Streetwise

Rated 5.0

“Please, officer, will you let me go if I start crying?”

Ryan Gosling plays a quietly charming, crazy bastard in director Nicolas Winding Refn’s alternately hypnotic and unnerving Drive. It’s one of the cinema year’s greatest stylistic triumphs, and further establishes Gosling as one of the bigger talents putting his pretty face in front of cameras for a living.

Gosling plays Driver. We never get his real name, and nobody calls him Driver in the movie. This is simply the name given to him on the cast list.

He’s called Driver because, well, he drives. He drives a lot. During the day, he’s a stunt driver for movies, willing to take insane risks for a quick buck. He also works part-time for auto mechanic friend Shannon (the invaluable Bryan Cranston) fixing cars.

At night, he’ll occasionally take a gig driving for robberies. In an early scene, Driver does just that, evading cops and police helicopters in such a brilliantly sneaky way that he must have prominent placement in every crime lord’s Rolodex.

On top of all this, he’s an aspiring racecar driver, with Shannon as his agent. The two procure a sponsorship from Bernie Rose (Albert Brooks), a cranky restaurant owner and former movie producer. This film provides Brooks with his best role in years, and arguably the best of his career. You’ve never seen him like this before, and you probably won’t see him like this again.

Driver lives a quiet existence in an apartment building, where single mom and waitress Irene (Carey Mulligan) raises her son while waiting for her husband, Standard (Oscar Isaac), to return from prison. Irene and Driver strike up a friendly, flirty relationship that includes Driver looking after the little boy. When Standard returns from prison, he senses something may’ve been going on with his wife and the new friend, but he’s a little too tired and beat down to make a big deal about it.

Circumstances lead to Driver getting involved in a pawnshop heist that goes horribly awry. Even more circumstances lead to Driver and Bernie in an unholy showdown that leads to shocking, even over-the-top violence.

Refn and his screenwriter Hossein Amini (working from a book by James Sallis) wisely tell us little about Driver’s background. Knowing too much about the man’s history would kill much of the film’s allure, perhaps even make it a bit routine. There’s plenty of mystery, but it’s easy to deduce that a lot of bad shit went down in his past life based on his ability to cave in a hitman’s head with his shoe.

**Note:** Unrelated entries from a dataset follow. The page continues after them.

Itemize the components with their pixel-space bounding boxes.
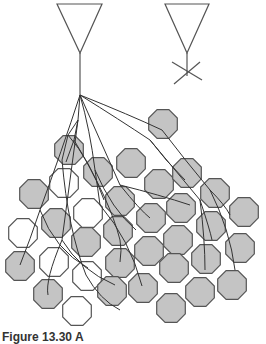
octagon-empty — [9, 219, 38, 248]
octagon-filled — [135, 237, 164, 266]
octagon-filled — [164, 226, 193, 255]
diagram-canvas — [0, 0, 266, 330]
octagon-filled — [218, 271, 247, 300]
octagon-filled — [149, 110, 178, 139]
figure-caption: Figure 13.30 A — [2, 330, 84, 344]
neurons — [57, 4, 209, 95]
octagon-filled — [129, 274, 158, 303]
octagon-filled — [20, 180, 49, 209]
octagon-empty — [63, 297, 92, 326]
octagon-filled — [6, 252, 35, 281]
octagon-filled — [167, 194, 196, 223]
octagon-filled — [117, 149, 146, 178]
octagon-filled — [192, 245, 221, 274]
octagon-filled — [137, 204, 166, 233]
octagon-filled — [84, 158, 113, 187]
octagon-filled — [186, 278, 215, 307]
octagon-filled — [201, 179, 230, 208]
octagon-empty — [74, 199, 103, 228]
octagon-filled — [145, 170, 174, 199]
neuron-right-soma — [165, 4, 209, 53]
octagon-filled — [160, 254, 189, 283]
octagon-filled — [98, 277, 127, 306]
octagon-filled — [226, 234, 255, 263]
octagon-filled — [230, 198, 259, 227]
neuron-left-soma — [57, 4, 102, 53]
octagon-filled — [157, 294, 186, 323]
octagon-filled — [72, 228, 101, 257]
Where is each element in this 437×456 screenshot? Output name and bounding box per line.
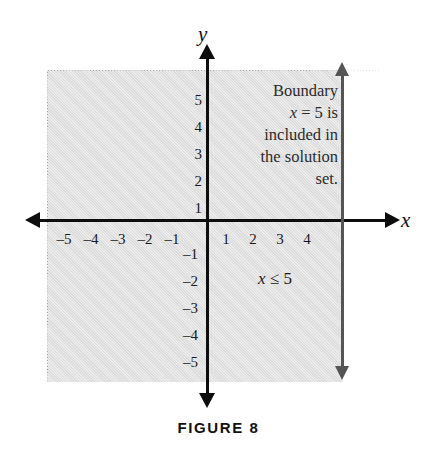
y-tick-label--2: –2 bbox=[176, 273, 198, 290]
x-tick-label-4: 4 bbox=[294, 231, 320, 248]
annotation-line-2: x = 5 is bbox=[216, 102, 338, 124]
boundary-annotation: Boundary x = 5 is included in the soluti… bbox=[216, 80, 338, 190]
y-tick-label--1: –1 bbox=[176, 246, 198, 263]
y-tick-label--4: –4 bbox=[176, 327, 198, 344]
annotation-line-4: the solution bbox=[216, 146, 338, 168]
annotation-line-3: included in bbox=[216, 124, 338, 146]
x-axis-left-arrow-icon bbox=[25, 212, 40, 228]
y-tick-label-5: 5 bbox=[180, 92, 202, 109]
x-tick-label--2: –2 bbox=[132, 231, 158, 248]
x-axis-right-arrow-icon bbox=[385, 212, 400, 228]
x-axis-line bbox=[30, 219, 388, 222]
boundary-up-arrow-icon bbox=[335, 62, 349, 76]
inequality-rest: ≤ 5 bbox=[266, 269, 292, 288]
y-axis-down-arrow-icon bbox=[199, 393, 215, 408]
x-tick-label-1: 1 bbox=[213, 231, 239, 248]
coordinate-plane: y x –5 –4 –3 –2 –1 1 2 3 4 5 4 3 2 1 –1 … bbox=[0, 0, 437, 410]
x-tick-label--4: –4 bbox=[78, 231, 104, 248]
y-tick-label-1: 1 bbox=[180, 200, 202, 217]
y-tick-label-3: 3 bbox=[180, 146, 202, 163]
x-tick-label--5: –5 bbox=[51, 231, 77, 248]
inequality-label: x ≤ 5 bbox=[258, 269, 292, 289]
figure-caption: FIGURE 8 bbox=[0, 419, 437, 436]
y-tick-label-2: 2 bbox=[180, 173, 202, 190]
boundary-down-arrow-icon bbox=[335, 366, 349, 380]
y-tick-label--5: –5 bbox=[176, 354, 198, 371]
x-axis-label: x bbox=[401, 208, 410, 233]
boundary-line-x-equals-5 bbox=[341, 72, 344, 372]
inequality-variable-x: x bbox=[258, 269, 266, 288]
x-tick-label-2: 2 bbox=[240, 231, 266, 248]
y-tick-label-4: 4 bbox=[180, 119, 202, 136]
x-tick-label-3: 3 bbox=[267, 231, 293, 248]
figure-8-graph: y x –5 –4 –3 –2 –1 1 2 3 4 5 4 3 2 1 –1 … bbox=[0, 0, 437, 456]
x-tick-label--3: –3 bbox=[105, 231, 131, 248]
y-axis-label: y bbox=[198, 22, 207, 47]
annotation-line-1: Boundary bbox=[216, 80, 338, 102]
annotation-variable-x: x bbox=[290, 103, 297, 122]
annotation-line-5: set. bbox=[216, 168, 338, 190]
annotation-line-2-rest: = 5 is bbox=[297, 103, 338, 122]
y-axis-line bbox=[206, 58, 209, 398]
y-tick-label--3: –3 bbox=[176, 300, 198, 317]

The film features many stunning set pieces, including a sequence between Driver and Bernie’s cantankerous partner Nino (Ron Perlman) that plays out like the best kind of slasher film. Driver’s choice to wear a stunt mask during this scene had me thinking of Michael Myers in John Carpenter’s original Halloween.

Brooks’ character transformation is a true stunner. When Bernie finds his back up against the wall, a wholly unexpected facet of his personality comes to light. The man who made Lost in America and lent his voice to Finding Nemo proves he’s capable of very frightening things on movie screens.

Gosling is a gifted actor who can keep you rooting for his character, even when that character becomes completely unhinged. His portrayal goes into the soft-spoken psychopath hall of fame alongside Robert De Niro’s Travis Bickle.

Refn and Gosling plan to work together again. They have announced Only God Forgives, listed for probable release in 2012.

It will be interesting to see if these two could become something akin to De Niro and Scorsese with their future output. With Drive, the duo is off to a rather incredible start.